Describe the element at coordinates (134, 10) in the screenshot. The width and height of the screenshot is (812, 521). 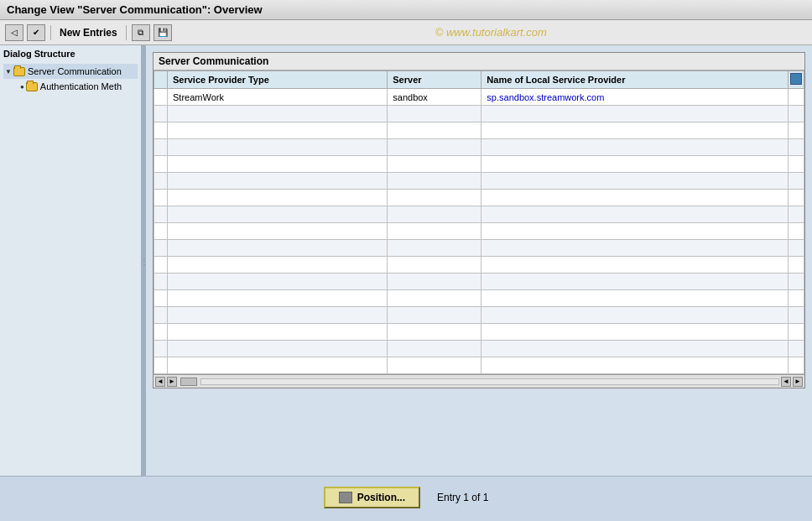
I see `page-title: Change View "Server Communication": Over…` at that location.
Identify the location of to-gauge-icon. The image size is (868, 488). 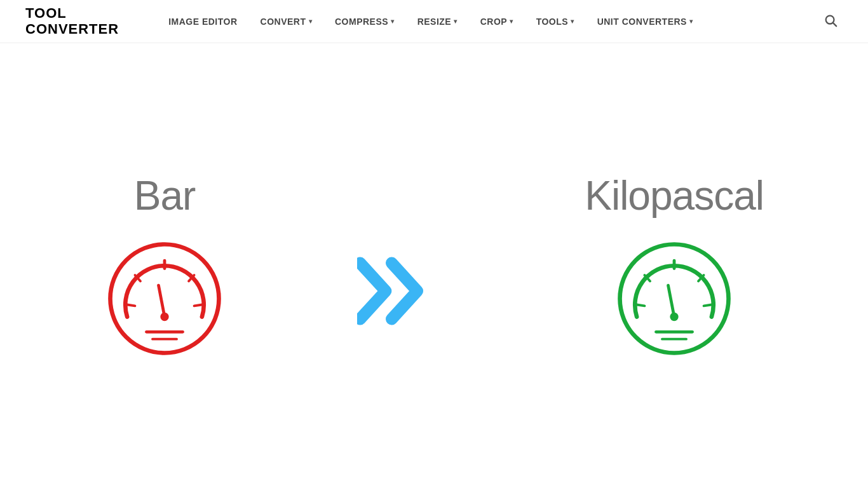
(674, 299).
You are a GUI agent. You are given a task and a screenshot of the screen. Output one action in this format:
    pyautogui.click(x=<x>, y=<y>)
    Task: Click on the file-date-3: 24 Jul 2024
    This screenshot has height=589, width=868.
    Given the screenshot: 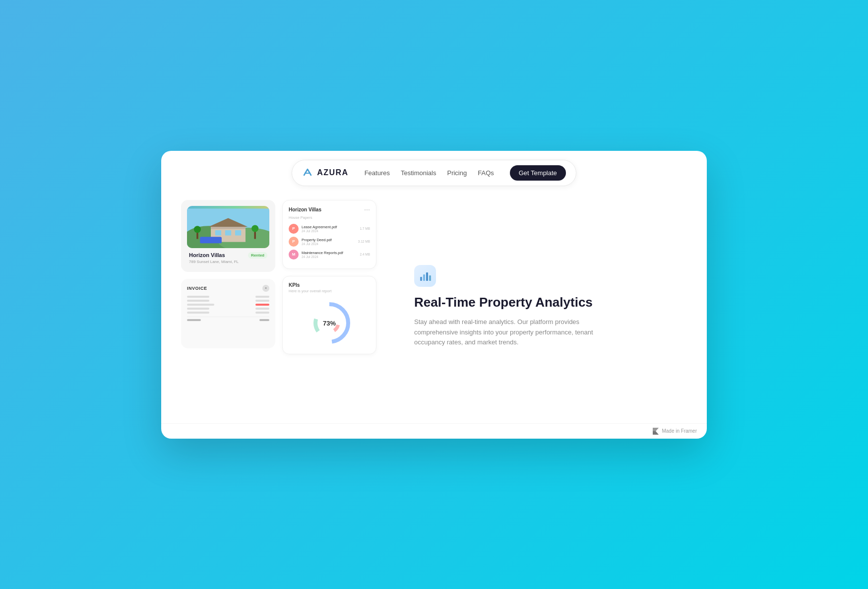 What is the action you would take?
    pyautogui.click(x=329, y=257)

-------------------------

About this task —
Above are the lines; repeat exactly the ones from the line containing "You are a GUI" down to the line containing "This screenshot has", both inclusive.

Solution to this exercise —
You are a GUI agent. You are given a task and a screenshot of the screen. Output one action in this format:
    pyautogui.click(x=<x>, y=<y>)
    Task: Click on the file-date-3: 24 Jul 2024
    This screenshot has height=589, width=868.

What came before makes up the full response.